You have a few options for getting started with this template. The quickest way to get started is GitHub Codespaces, since it will setup all the tools for you, but you can also set it up locally. You can also use a VS Code dev container

GitHub Codespaces

You can run this template virtually by using GitHub Codespaces. The button will open a web-based VS Code instance in your browser:

  1. Open the template (this may take several minutes) Open in GitHub Codespaces

  2. Open a terminal window

  3. Sign into your Azure account:

     azd auth login --use-device-code
  4. Provision the Azure resources and deploy your code:

    azd config set alpha.resourceGroupDeployments on
    azd provision
  5. To view the endpoint, follow the "Phoenix UI link"

  6. Optionally, you can configure a CI/CD pipeline:

    azd pipeline config

VS Code Dev Containers

A related option is VS Code Dev Containers, which will open the project in your local VS Code using the Dev Containers extension:

  1. Start Docker Desktop (install it if not already installed)

  2. Open the project: Open in Dev Containers

  3. In the VS Code window that opens, once the project files show up (this may take several minutes), open a terminal window.

  4. Sign into your Azure account:

     azd auth login
  5. Provision the Azure resources and deploy your code:

    azd config set alpha.resourceGroupDeployments on
    azd provision
  6. To view the endpoint, follow the "Phoenix UI link"

  7. Optionally, you can configure a CI/CD pipeline:

    azd pipeline config

Local Environment

Prerequisites

Quickstart

  1. Run this command to download the project code:

    azd init -t Arize-ai/phoenix-on-azure

    Note: this command will initialize a git repository, so you do not need to clone this repository.
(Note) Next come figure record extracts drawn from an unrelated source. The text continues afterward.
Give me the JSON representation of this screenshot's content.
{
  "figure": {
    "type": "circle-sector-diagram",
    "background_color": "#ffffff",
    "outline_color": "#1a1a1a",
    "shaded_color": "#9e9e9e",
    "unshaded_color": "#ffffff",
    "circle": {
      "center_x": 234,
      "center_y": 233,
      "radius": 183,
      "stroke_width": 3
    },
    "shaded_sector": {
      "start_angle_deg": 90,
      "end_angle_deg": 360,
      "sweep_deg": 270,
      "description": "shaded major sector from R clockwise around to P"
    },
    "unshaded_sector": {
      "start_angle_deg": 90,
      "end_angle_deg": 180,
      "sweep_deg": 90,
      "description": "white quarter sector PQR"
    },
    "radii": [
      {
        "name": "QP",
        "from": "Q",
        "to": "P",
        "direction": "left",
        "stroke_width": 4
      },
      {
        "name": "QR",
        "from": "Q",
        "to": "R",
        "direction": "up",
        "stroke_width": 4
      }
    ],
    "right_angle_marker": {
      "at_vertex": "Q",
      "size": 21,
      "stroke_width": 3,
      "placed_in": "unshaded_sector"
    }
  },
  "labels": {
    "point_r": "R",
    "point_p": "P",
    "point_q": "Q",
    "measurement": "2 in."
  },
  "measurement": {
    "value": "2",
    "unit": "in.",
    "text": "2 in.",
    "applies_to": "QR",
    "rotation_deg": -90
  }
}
  2. Create a Python virtual environment and install the required packages:

    pip install -r requirements.txt
  3. Sign into your Azure account:

     azd auth login
  4. Create a new azd environment:

    azd env new

    Enter a name that will be used for the resource group. This will create a new folder in the .azure folder, and set it as the active environment for any calls to azd going forward.
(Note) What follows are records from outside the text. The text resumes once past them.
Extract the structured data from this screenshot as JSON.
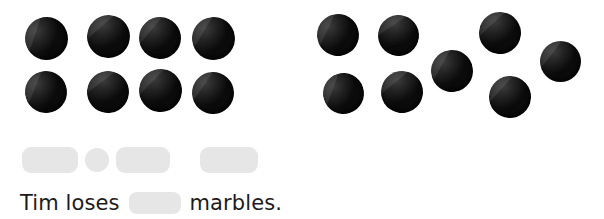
{
  "page": {
    "width": 604,
    "height": 219,
    "background_color": "#ffffff",
    "blank_color": "#e6e6e6",
    "marble_color": "#0d0d0d"
  },
  "marble_groups": [
    {
      "name": "left-group",
      "count": 8,
      "arrangement": "2 rows of 4",
      "marbles": [
        {
          "cx": 46,
          "cy": 38,
          "d": 43
        },
        {
          "cx": 108,
          "cy": 36,
          "d": 43
        },
        {
          "cx": 160,
          "cy": 38,
          "d": 42
        },
        {
          "cx": 213,
          "cy": 38,
          "d": 43
        },
        {
          "cx": 46,
          "cy": 92,
          "d": 42
        },
        {
          "cx": 108,
          "cy": 92,
          "d": 42
        },
        {
          "cx": 160,
          "cy": 90,
          "d": 43
        },
        {
          "cx": 213,
          "cy": 93,
          "d": 42
        }
      ]
    },
    {
      "name": "right-group",
      "count": 8,
      "arrangement": "scattered",
      "marbles": [
        {
          "cx": 338,
          "cy": 35,
          "d": 42
        },
        {
          "cx": 398,
          "cy": 35,
          "d": 41
        },
        {
          "cx": 500,
          "cy": 33,
          "d": 42
        },
        {
          "cx": 560,
          "cy": 61,
          "d": 41
        },
        {
          "cx": 452,
          "cy": 71,
          "d": 42
        },
        {
          "cx": 343,
          "cy": 93,
          "d": 41
        },
        {
          "cx": 402,
          "cy": 92,
          "d": 42
        },
        {
          "cx": 510,
          "cy": 97,
          "d": 42
        }
      ]
    }
  ],
  "equation": {
    "operator_label": "=",
    "fields": [
      {
        "name": "minuend",
        "value": "",
        "x": 22,
        "y": 147,
        "w": 56,
        "h": 26,
        "shape": "rounded"
      },
      {
        "name": "operator",
        "value": "",
        "x": 85,
        "y": 148,
        "w": 24,
        "h": 24,
        "shape": "circle"
      },
      {
        "name": "subtrahend",
        "value": "",
        "x": 116,
        "y": 147,
        "w": 54,
        "h": 26,
        "shape": "rounded"
      },
      {
        "name": "difference",
        "value": "",
        "x": 200,
        "y": 147,
        "w": 58,
        "h": 26,
        "shape": "rounded"
      }
    ]
  },
  "sentence": {
    "prefix": "Tim loses",
    "answer_value": "",
    "suffix": "marbles."
  }
}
  5. Run this command to provision all the resources:

    azd config set alpha.resourceGroupDeployments on
    azd provision

    This will create a new resource group, and create the Azure Container App and PostgreSQL Flexible server inside that group. It will use the init.sh and post.sh hooks to set up default secrets, and pass the necessary environment variables to the Azure Container App.

  6. In order to deploy this template, you will need to turn on the resource group scoped deployments alpha feature. Learn more about azd's feature versioning strategy.

    azd config set alpha.resourceGroupDeployments on
  7. Provision and deploy the project to Azure:

    azd up

    This will create a new resource group, and create the Azure Container App and PostgreSQL Flexible server inside that group. It will use the init.sh and post.sh hooks to set up default secrets, and pass the necessary environment variables to the Azure Container App.

  8. To view the endpoint, follow the "Phoenix UI link"

  9. Optionally, you can configure a CI/CD pipeline:

    azd pipeline config

Guidance

Costs

You can estimate the cost of this project's architecture with Azure's pricing calculator

  • Azure Container Apps - Consumption tier pricing
  • Azure Monitor - Pay-as-you-go tier pricing

Disclaimer

Phoenix is an external project and is not affiliated with Microsoft.